Please don't run it on anything but Postgres. Once I have time to actually work on it again, I'm going to start using PostgreSQL and Python 3-specific features, at which point this will break for you.
And MariaDB doesn't unfuck MySQL as much as it improves it; it's a drop-in replacement, and thus needs to be 100% compatible with the original, including the gigantic pile of design flaw. For some fun, google "MySQL server has gone away", that's my latest favorite one, currently affecting a work project.
I've had that issue, but mine was related to query packet sizes. I have, as I said, PostgreSQL at my disposal ready to test. I might check out the code and see what I can do to help, I am fluent in PHP as I'm a web developer, but I know little bits of Python.
That and I am sick and tired of DMM's servers taking /forever/ to feed my client resources.
Going to try the Vagrant stuff tomorrow, however I'll have to use a beefier machine (ie. laptop) because pip from python3.2 fucked up the install on my Raspberry Pi. I'm going to just play it by your rules.
I have also been capturing data going back and forth from DMM's servers to my KanColle, so I can see what requests are being put where. You said the error cats work - how do you get them to trigger?
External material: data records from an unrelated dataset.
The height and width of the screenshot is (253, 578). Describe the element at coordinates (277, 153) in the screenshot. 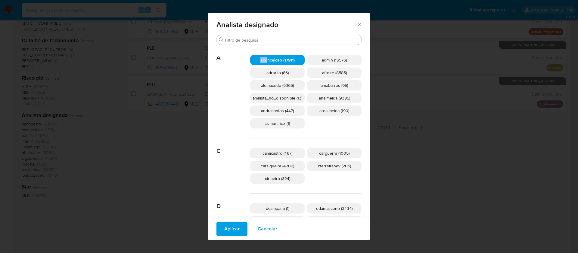

I see `span: camicastro (467)` at that location.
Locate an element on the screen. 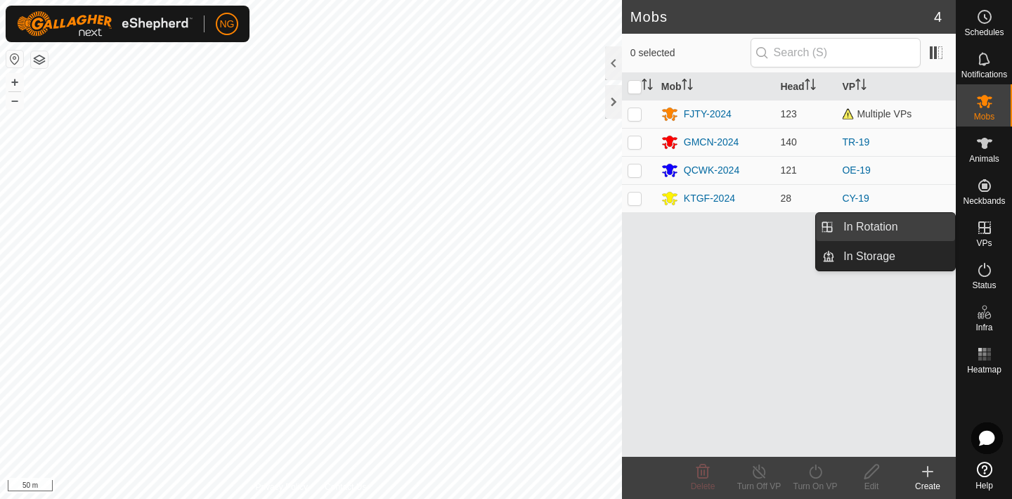 This screenshot has height=499, width=1012. span: 140 is located at coordinates (788, 142).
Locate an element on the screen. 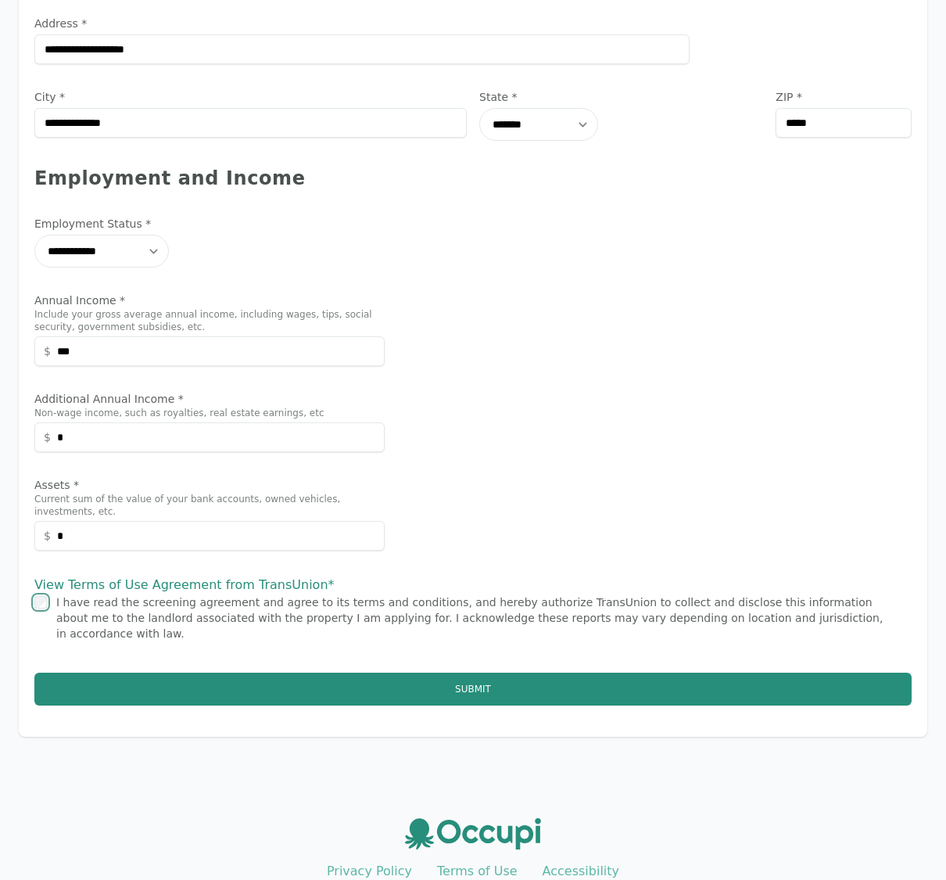  label: City * is located at coordinates (250, 97).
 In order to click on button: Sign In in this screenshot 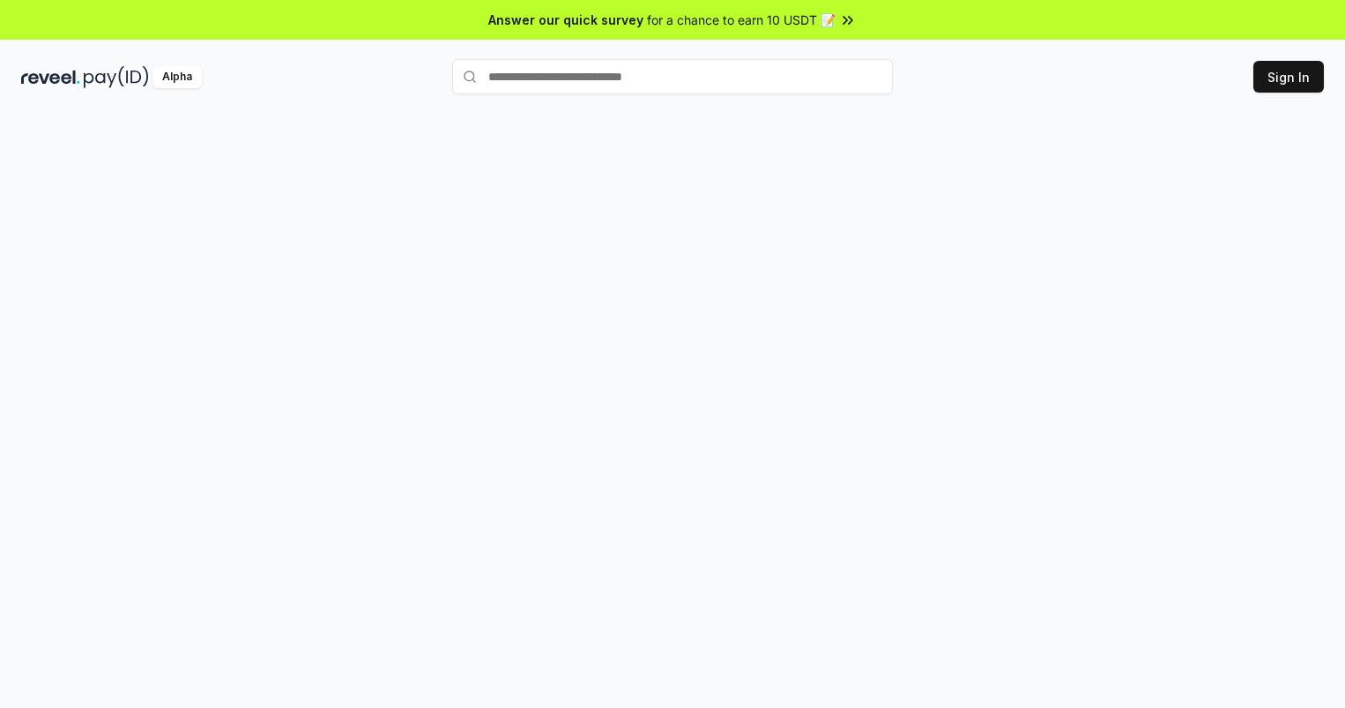, I will do `click(1289, 77)`.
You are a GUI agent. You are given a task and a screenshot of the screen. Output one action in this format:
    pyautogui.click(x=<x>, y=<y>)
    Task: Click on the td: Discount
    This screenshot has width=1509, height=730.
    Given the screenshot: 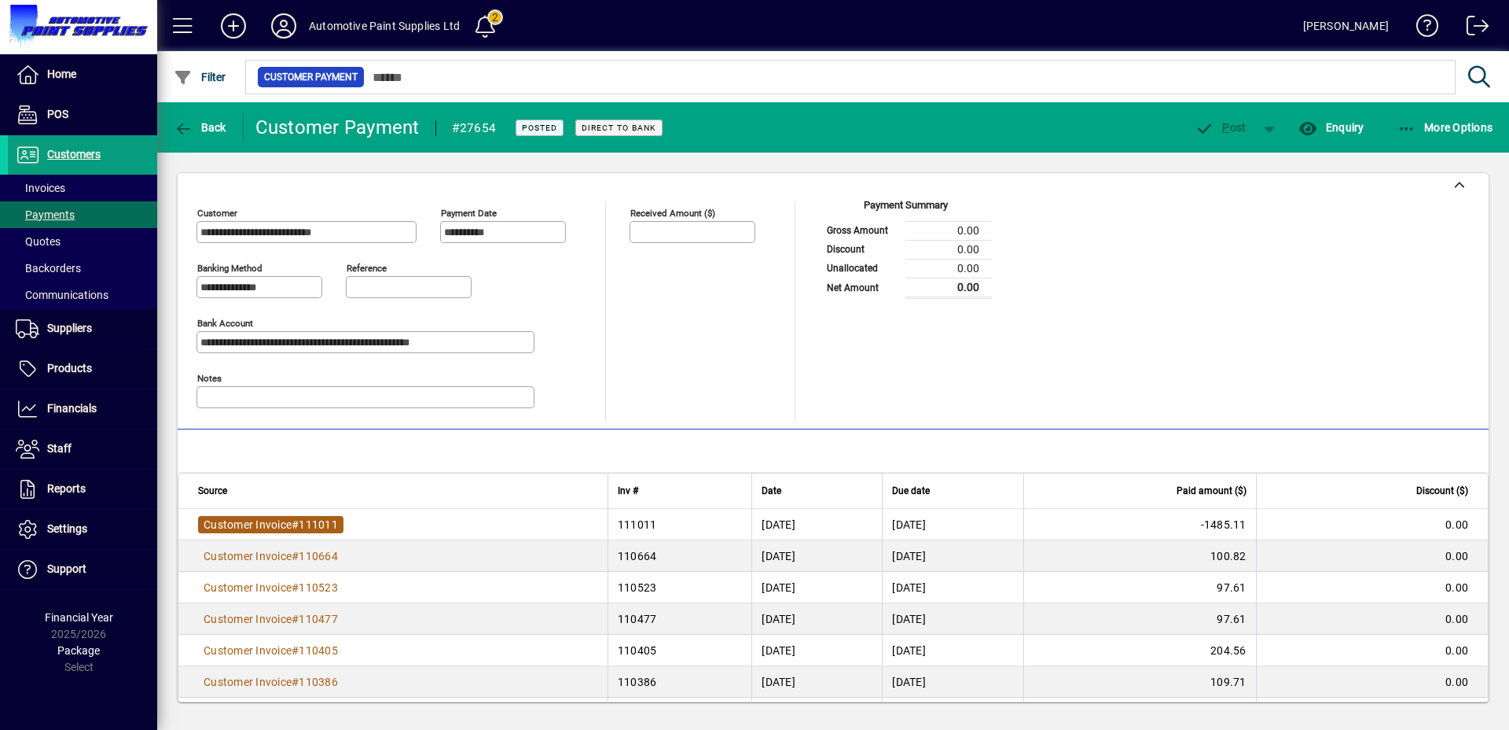 What is the action you would take?
    pyautogui.click(x=862, y=249)
    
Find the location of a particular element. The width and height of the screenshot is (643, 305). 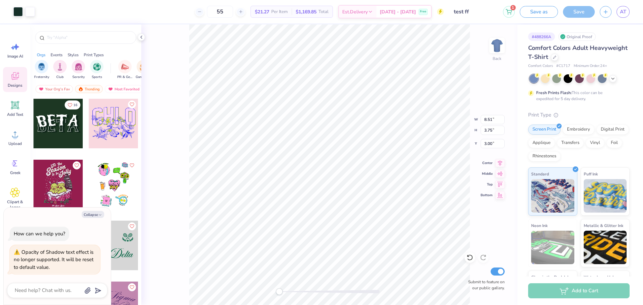

img: Sorority Image is located at coordinates (78, 67).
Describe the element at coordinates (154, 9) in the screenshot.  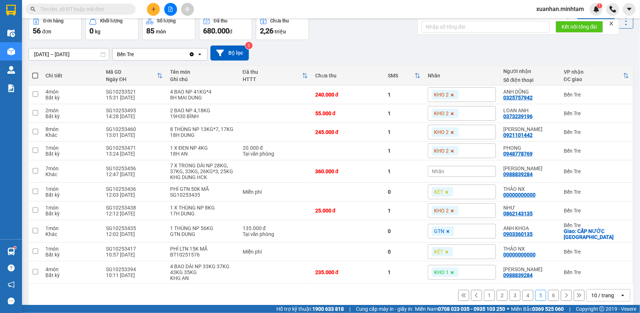
I see `span: plus` at that location.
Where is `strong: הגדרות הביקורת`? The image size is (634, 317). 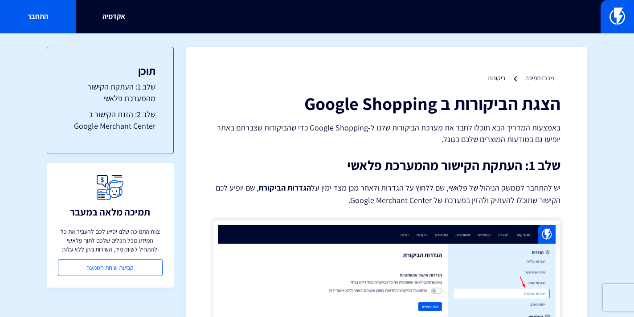
strong: הגדרות הביקורת is located at coordinates (285, 188).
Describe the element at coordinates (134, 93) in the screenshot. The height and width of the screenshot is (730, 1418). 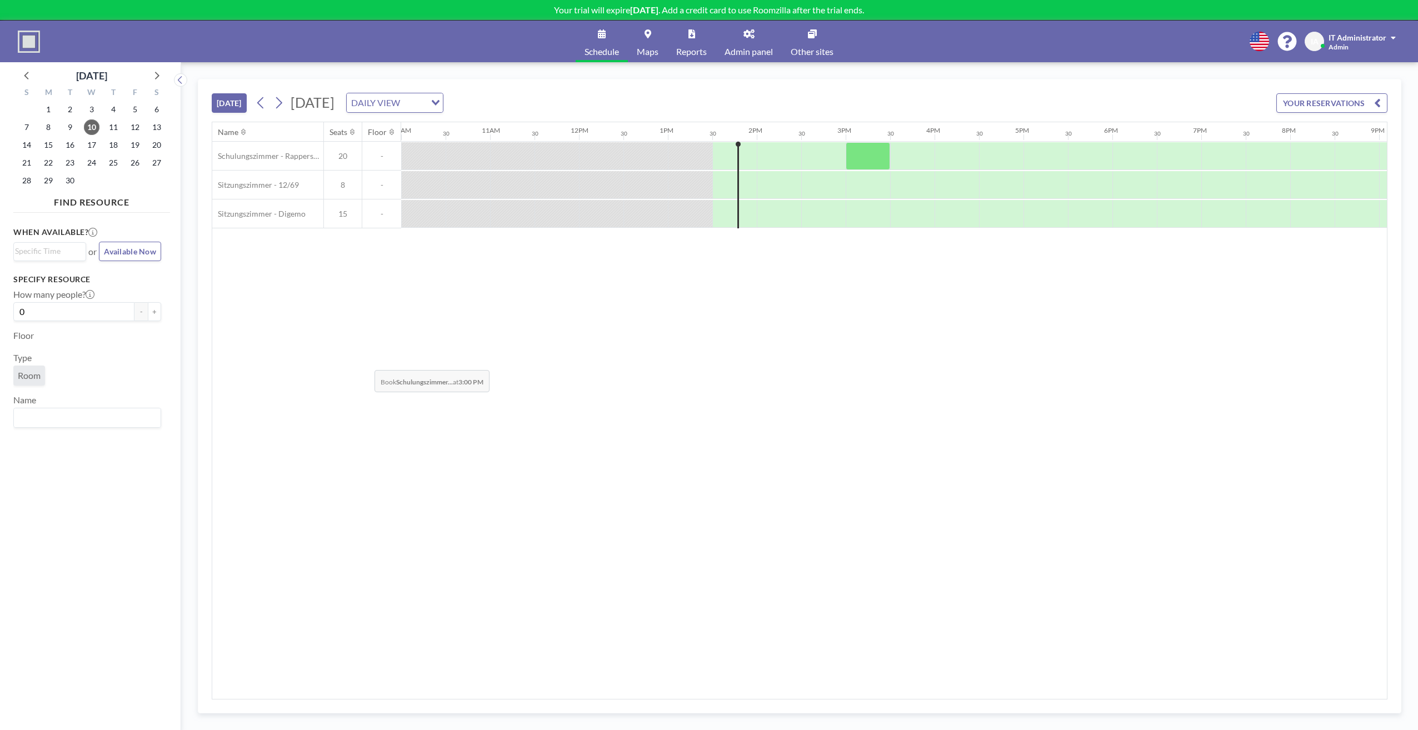
I see `div: F` at that location.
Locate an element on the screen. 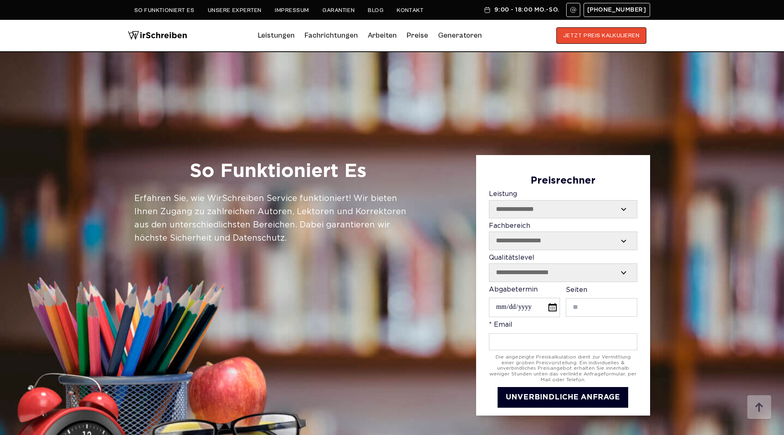 The height and width of the screenshot is (435, 784). h1: So Funktioniert Es is located at coordinates (278, 172).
Going to close this, redundant.
This isn't an issue as per se, but just curious - can one run the server without needing the VM setup? For example, I could deploy and test the server on a low-power ARM based development board (Raspberry Pi, ODROID, etc) which would get crushed under the weight of VirtualBox requires.
All I'd need to know is the package list and I'd just apt-get the list. Hopefully.
EDIT: Newbie FIRST! issue created :smiley:
EDIT 2: So far so good but stuck with a SyntaxError. Dump as follows:
Stuck this in util.py...
...and tried again. And then this happened!
EDIT 3: I'm a idiot - didn't realize you had to rename config.example.py to config.py. :frowning: EDIT 4: Got it running. Nice job, dev! Shall I buy you a beer?